Fat Camps — Why Wellspring is NOT a Fat Camp
While our campers do lose a remarkable amount of weight at camp (in fact, the most ever reported by any weight loss camp), Wellspring should not be confused with the fat camps portrayed in popular culture.
Traditional "fat camps" for kids and teens are associated with:
- Strict food and calorie limits
- Weight loss during camp—but weight regain as soon as camp ends
- A camp culture that encourages campers to return year after year, without a focus on teaching campers to maintain weight loss on their own
Many children and young adults in the U.S. attend "fat camps". Over the summer, campers may lose weight at fat camps due to smaller portion sizes and increased activity. However, the campers do not gain any skills to continue success at home, often leading to rapid weight regain after camp ends, leaving overweight teens and young adults feeling helpless and like failures. Even the New York Times has reported on this phenomenon - over half of all fat camp attendees return the following summer.
To view an excerpt of this New York Times article by Abby Ellin, click here.
Fat Camps DO NOT Focus on Changing Behaviors
The difference between fat camps and a comprehensive weight loss program like Wellspring is clear—Wellspring offers the long-term behavioral change missing at fat camps. Wellspring's focus on changing behavior over the long-term (rather than focusing only on short-term results, as fat camps do) results in the long-term weight loss that fat camps simply cannot replicate. Sports, activities and diet are all part of an overall clinical design to teach new behaviors and habits.
Fat Camps ARE NOT Based on Scientific Research
Wellspring is a fitness and weight loss camp based on decades of scientific research. Our weight loss results are replicated year after year at each of our 11 program locations. While your child will undoubtedly lose weight at a fat camp, you should carefully consider the credentials and research involved in developing the program. Like most weight loss schemes, fat camps are set up as a business meant to keep consumers paying for weight loss every year. Long-term weight loss that can be sustained independently by the child is not taught at fat camps. The end result? Continued weight gain and additional stress and unhappiness for your child.
Fat Camps DO NOT Work
Unlike fat camps, Wellspring Camps WORK. At old-fashioned fat camps, campers lose weight over the summer, quickly gain much or all of it back over the fall and winter, and then land right back at the same fat camp next summer—and the next, and the next, and the next.
The alumni who do return for a second summer at Wellspring do so to strengthen their commitment to a healthy lifestyle, to play leadership roles at camp, and to act as mentors to other campers — NOT to re-lose the weight lost the previous summer.
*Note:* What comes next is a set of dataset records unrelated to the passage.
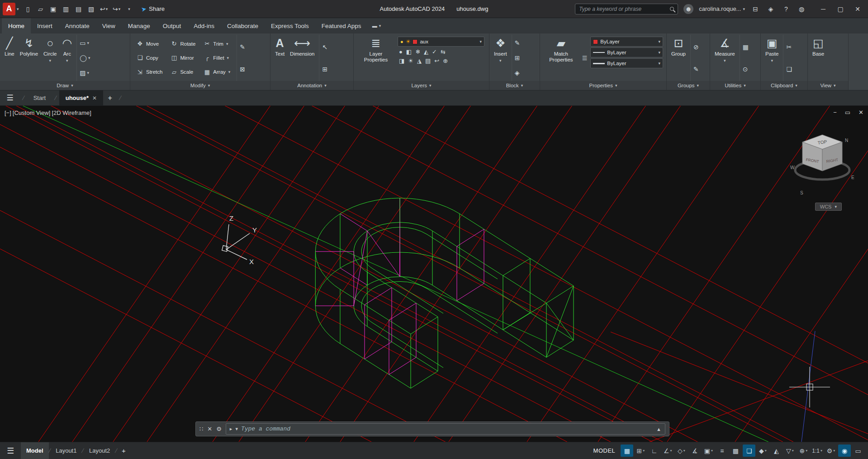  Describe the element at coordinates (688, 85) in the screenshot. I see `panel-label-groups: Groups ▾` at that location.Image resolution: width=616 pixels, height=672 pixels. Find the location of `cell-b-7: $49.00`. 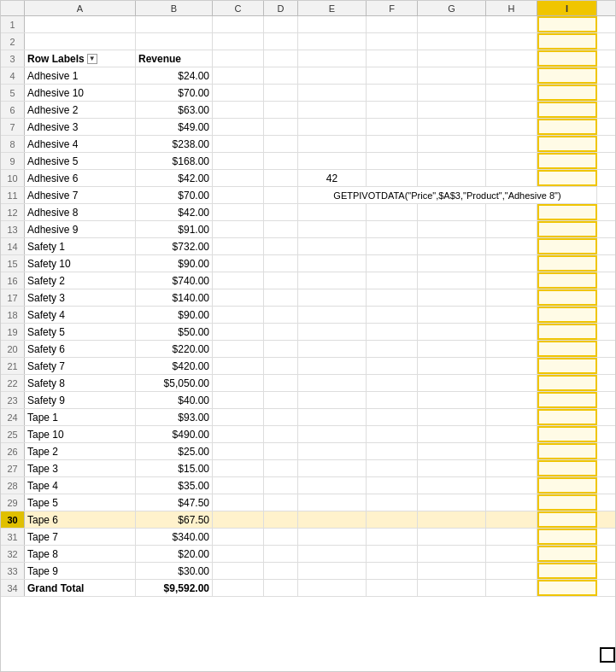

cell-b-7: $49.00 is located at coordinates (174, 126).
We want campers to learn to live a healthy lifestyle and share that knowledge and commitment with others, not spend summer after summer trying to lose the same weight all over again.
Fat Camps DO NOT Provide Continuing Care
Weight loss is hard work, making it unlikely that a child's behavior will change completely over the course of a summer. Fat camps leave campers feeling great about their summer weight loss, then send them home without the support and guidance that helped them find success at camp.
At Wellspring, we provide a comprehensive, year-long Continuing Care Program, that provides campers ongoing support from the same behavioral coach they worked with at camp for the full year after camp ends. In addition, we teach families the most effective ways to support their camper's weight loss at Family Workshops.
Considering a Fat Camp or Weight Loss Camp?
If you're thinking about weight loss camp this summer, ask these questions to make sure it is more than just a fat camp:
- What was last year's average weekly weight loss at camp? Are results published or presented at scientific conferences?
- What are the camp's long-term results? What percentage of campers maintain or continue weight loss at home?
- Who designed the weight loss program? What are their credentials? Is the program design scientifically based, or is it a diet camp or fat camp?
- Is counseling or behavior modification offered as an integrated part of the program? By credentialed therapists?
- If so, do the therapists work full time at the camp during the summer? Does each camper have an individual therapist assigned to him or her? Do therapists continue to work with campers after campers return home?
- How are families involved?
- How many campers return each year? Did they regain weight?
- How large is the Camp? Is it a manageable size where the Camp Director knows each and every camper?
- Can we talk to several families of campers who have maintained or continued weight loss from last summer?
- Does the camp demonstrate improvements in self-esteem and overall well-being?